A practical field guide

Endpoints are not tools.

OpenAPI describes programmer operations. An agent needs a smaller, clearer set of capabilities it can select, explain, and safely execute.

The API-to-MCP translation layer, explained

capability compiler
API operationPOST /orders
Agent capabilityplace_order
API operationGET /orders/{id}
Agent capabilitytrack_order
API operationPOST /payments
Agent capabilityconfirm_payment
Context cost ↓ 72%
Decision intent ↑ explicit
Shape the surfaceGuide the decisionConstrain the responseGovern executionShape the surfaceGuide the decisionConstrain the responseGovern execution

01 / The mismatch

A direct conversion creates a menu, not an assistant.

The model is asked to infer the right task, compose a route chain, hold opaque identifiers, and understand the risk. None of that lives in an endpoint definition.

01

Tool count becomes a selection problem

Thirty-two endpoints become thirty-two competing definitions. Tool choice degrades long before the API runs out of routes.

02

The abstraction is too low

A customer asks to order dinner; the agent receives POST /cart/items, then a chain of stateful calls.

03

Route names do not communicate intent

getOrderTracking says what a programmer can call, not when an agent should reach for it.

04

The docs were written for a human in context

Agents need examples, exclusions, guardrails, and a decision boundary in the tool itself.

02 / Tool anatomy

A useful tool starts with a human-sized outcome.

Keep raw API primitives in the system. Publish an agent surface that speaks in tasks, carries a response contract, and has a clear policy boundary.

From route semanticsTo capability semantics
operationIdgetOrderTrackingparametersorder_id: stringresponsefull_order_payload
tooltrack_and_resolve_orderuse whenCustomer needs order statusreturnsstatus, ETA, next_best_action

Agent context budget / curated surface

8 task-level tools high-confidence selection

The response is the context bill

Every field has to earn its place.

Responses should help the next decision, not recreate the backend payload inside the conversation.

  • 01Allowlist fields for the stated task.
  • 02Return summaries before details.
  • 03Carry readable labels alongside IDs.

03 / Publishing strategy

Curate first. Expand with evidence.

Not every API deserves the same presentation. Pick the serving model from the task shape, operation volume, and risk of getting it wrong.

A / Flat

Curated 1:1

A small, transparent surface for simple domains.

Best when the API already maps cleanly to agent intent.

B / Facade

Capability facades

Bundle route sequences behind a task-level outcome.

Best when workflow orchestration belongs server-side.

C / Default

Intent compiler

Publish 5–8 governed task tools; compile primitives beneath them.

Best for consequential workflows and a clear evaluation surface.

D / Long tail

Dynamic discovery

Search, describe, then invoke curated primitives on demand.

Best for large catalogs that must not tax every turn.

04 / Layer the answer

A good MCP surface is deliberately uneven.

Put common jobs on the shortest, safest path. Let the unusual work reveal more capability only when it needs it.

Layer 01
Default

Compiled intents

Task-level tools such as place_order and track_and_resolve. Testable, reviewable, governable.

5–8 tools
Layer 02
Long tail

Dynamic discovery

Search, describe, and invoke surfaces expose the uncommon catalog without expanding every conversation.

On demand
Layer 03
Escape hatch

Transparent primitives

A flat curated mode gives architects a direct view when trust and diagnostics require it.

Optional

05 / Build sequence

More than tools: a complete interface for agent work.

01

Tools

Actions with consequences, shaped around a result.

02

Resources

Reference data and raw evidence, retrieved deliberately.

03

Prompts

Reusable workflows that make the right process visible.

04

Elicitation

Human confirmation exactly where risk enters the flow.

The operating principle

Do not expose your API to an agent. Design its capabilities.

The difference is task fit, predictable context, and a policy boundary that can be understood by people as well as models.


■ WHAT THE EXERCISE ASKS ■
Every record below must be retyped exactly, with the pictures left out.

■ INFORMATION PROVIDED ■
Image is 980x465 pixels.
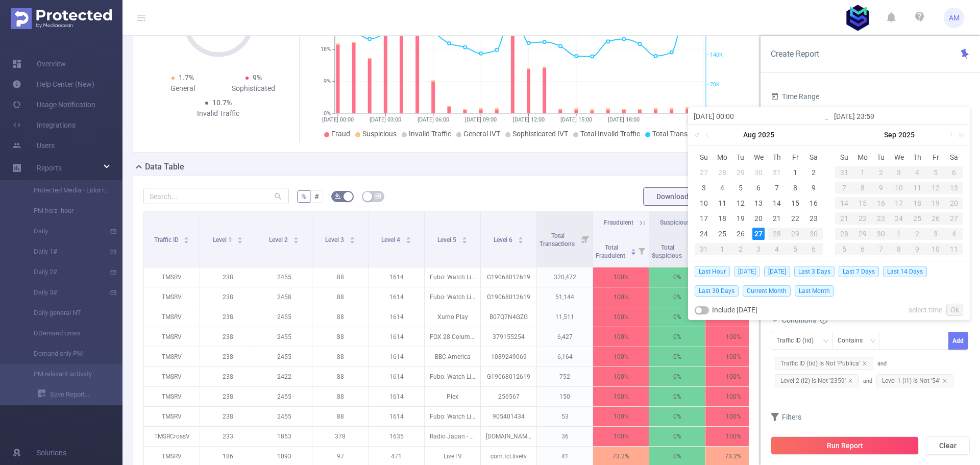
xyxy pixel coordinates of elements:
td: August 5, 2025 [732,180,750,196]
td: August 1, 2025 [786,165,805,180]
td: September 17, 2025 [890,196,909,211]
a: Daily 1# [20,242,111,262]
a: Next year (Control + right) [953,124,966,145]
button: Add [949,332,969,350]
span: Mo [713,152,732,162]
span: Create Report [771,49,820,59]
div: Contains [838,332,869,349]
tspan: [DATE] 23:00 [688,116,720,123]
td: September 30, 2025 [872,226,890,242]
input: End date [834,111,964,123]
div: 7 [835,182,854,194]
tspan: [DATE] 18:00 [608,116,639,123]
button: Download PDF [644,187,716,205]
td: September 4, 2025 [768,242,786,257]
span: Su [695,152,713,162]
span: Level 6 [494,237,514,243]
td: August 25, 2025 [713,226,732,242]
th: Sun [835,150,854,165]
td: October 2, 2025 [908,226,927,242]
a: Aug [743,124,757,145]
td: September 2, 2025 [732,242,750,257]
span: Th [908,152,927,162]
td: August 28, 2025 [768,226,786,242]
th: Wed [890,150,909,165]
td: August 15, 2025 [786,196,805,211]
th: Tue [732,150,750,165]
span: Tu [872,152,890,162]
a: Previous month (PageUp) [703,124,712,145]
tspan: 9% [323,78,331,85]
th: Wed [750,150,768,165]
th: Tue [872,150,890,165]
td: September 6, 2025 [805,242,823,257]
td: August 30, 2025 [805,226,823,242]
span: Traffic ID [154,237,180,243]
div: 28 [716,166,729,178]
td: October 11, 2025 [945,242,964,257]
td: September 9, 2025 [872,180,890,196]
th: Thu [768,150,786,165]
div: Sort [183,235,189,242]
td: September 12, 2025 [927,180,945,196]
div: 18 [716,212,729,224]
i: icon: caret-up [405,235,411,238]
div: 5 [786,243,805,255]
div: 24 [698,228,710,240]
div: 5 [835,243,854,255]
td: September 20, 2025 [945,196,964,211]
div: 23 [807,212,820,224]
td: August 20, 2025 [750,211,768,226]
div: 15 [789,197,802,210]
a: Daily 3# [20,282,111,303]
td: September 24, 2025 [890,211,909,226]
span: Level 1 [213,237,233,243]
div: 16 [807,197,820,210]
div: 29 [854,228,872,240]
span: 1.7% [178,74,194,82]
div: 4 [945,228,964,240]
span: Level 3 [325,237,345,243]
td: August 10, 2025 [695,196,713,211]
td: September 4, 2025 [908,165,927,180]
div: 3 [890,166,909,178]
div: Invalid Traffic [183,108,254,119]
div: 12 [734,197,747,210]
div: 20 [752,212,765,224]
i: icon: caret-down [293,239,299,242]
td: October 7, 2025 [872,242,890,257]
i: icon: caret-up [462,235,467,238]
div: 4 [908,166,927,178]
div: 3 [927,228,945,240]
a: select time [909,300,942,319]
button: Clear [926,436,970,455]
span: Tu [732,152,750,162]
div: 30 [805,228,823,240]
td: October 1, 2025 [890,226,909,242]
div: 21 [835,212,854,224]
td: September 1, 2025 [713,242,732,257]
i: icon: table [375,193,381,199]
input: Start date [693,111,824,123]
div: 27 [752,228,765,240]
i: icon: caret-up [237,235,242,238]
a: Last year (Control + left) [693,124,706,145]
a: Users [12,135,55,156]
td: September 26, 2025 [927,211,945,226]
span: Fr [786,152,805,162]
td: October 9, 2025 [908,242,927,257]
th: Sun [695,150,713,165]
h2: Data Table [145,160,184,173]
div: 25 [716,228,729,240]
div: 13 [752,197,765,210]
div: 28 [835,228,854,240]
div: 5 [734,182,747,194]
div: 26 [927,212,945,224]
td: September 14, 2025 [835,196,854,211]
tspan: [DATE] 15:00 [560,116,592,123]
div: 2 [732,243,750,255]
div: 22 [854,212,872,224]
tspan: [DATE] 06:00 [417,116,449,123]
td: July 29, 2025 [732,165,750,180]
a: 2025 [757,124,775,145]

■ SOLVED PROBLEM ■
Image is 980x465 pixels.
xyxy pixel coordinates of elements:
td: August 5, 2025 [732,180,750,196]
td: August 1, 2025 [786,165,805,180]
td: September 17, 2025 [890,196,909,211]
a: Daily 1# [20,242,111,262]
a: Next year (Control + right) [953,124,966,145]
button: Add [949,332,969,350]
span: Mo [713,152,732,162]
span: Create Report [771,49,820,59]
div: Contains [838,332,869,349]
tspan: [DATE] 23:00 [688,116,720,123]
td: September 30, 2025 [872,226,890,242]
input: End date [834,111,964,123]
div: 7 [835,182,854,194]
tspan: [DATE] 18:00 [608,116,639,123]
button: Download PDF [644,187,716,205]
td: September 4, 2025 [768,242,786,257]
span: Su [695,152,713,162]
span: Level 6 [494,237,514,243]
td: August 25, 2025 [713,226,732,242]
th: Sun [835,150,854,165]
td: October 2, 2025 [908,226,927,242]
a: Aug [743,124,757,145]
td: September 2, 2025 [732,242,750,257]
span: Th [908,152,927,162]
td: August 28, 2025 [768,226,786,242]
th: Wed [890,150,909,165]
td: August 15, 2025 [786,196,805,211]
th: Tue [732,150,750,165]
span: Tu [872,152,890,162]
a: Previous month (PageUp) [703,124,712,145]
tspan: 9% [323,78,331,85]
th: Wed [750,150,768,165]
th: Tue [872,150,890,165]
td: September 6, 2025 [805,242,823,257]
td: August 30, 2025 [805,226,823,242]
span: Traffic ID [154,237,180,243]
div: 28 [716,166,729,178]
td: October 11, 2025 [945,242,964,257]
td: September 9, 2025 [872,180,890,196]
th: Thu [768,150,786,165]
div: Sort [183,235,189,242]
td: September 12, 2025 [927,180,945,196]
div: 18 [716,212,729,224]
i: icon: caret-up [405,235,411,238]
div: 5 [786,243,805,255]
div: 24 [698,228,710,240]
div: 5 [835,243,854,255]
td: September 20, 2025 [945,196,964,211]
div: 23 [807,212,820,224]
td: August 20, 2025 [750,211,768,226]
div: 15 [789,197,802,210]
a: Daily 3# [20,282,111,303]
td: September 24, 2025 [890,211,909,226]
span: Level 1 [213,237,233,243]
div: 16 [807,197,820,210]
div: 29 [854,228,872,240]
span: 1.7% [178,74,194,82]
div: 4 [945,228,964,240]
span: Level 3 [325,237,345,243]
td: August 10, 2025 [695,196,713,211]
td: September 4, 2025 [908,165,927,180]
div: 3 [890,166,909,178]
div: Invalid Traffic [183,108,254,119]
div: 12 [734,197,747,210]
div: 20 [752,212,765,224]
i: icon: caret-down [293,239,299,242]
td: October 7, 2025 [872,242,890,257]
i: icon: caret-up [462,235,467,238]
div: 4 [908,166,927,178]
div: 3 [927,228,945,240]
a: select time [909,300,942,319]
button: Clear [926,436,970,455]
span: Tu [732,152,750,162]
div: 30 [805,228,823,240]
td: October 1, 2025 [890,226,909,242]
div: 21 [835,212,854,224]
td: September 1, 2025 [713,242,732,257]
i: icon: table [375,193,381,199]
input: Start date [693,111,824,123]
div: 27 [752,228,765,240]
i: icon: caret-up [237,235,242,238]
a: Last year (Control + left) [693,124,706,145]
a: Users [12,135,55,156]
td: September 26, 2025 [927,211,945,226]
span: Fr [786,152,805,162]
td: October 9, 2025 [908,242,927,257]
th: Sun [695,150,713,165]
h2: Data Table [145,160,184,173]
div: 25 [716,228,729,240]
div: 13 [752,197,765,210]
div: 28 [835,228,854,240]
div: 5 [734,182,747,194]
div: 26 [927,212,945,224]
td: September 14, 2025 [835,196,854,211]
tspan: [DATE] 15:00 [560,116,592,123]
div: 2 [732,243,750,255]
div: 22 [854,212,872,224]
tspan: [DATE] 06:00 [417,116,449,123]
td: July 29, 2025 [732,165,750,180]
a: 2025 [757,124,775,145]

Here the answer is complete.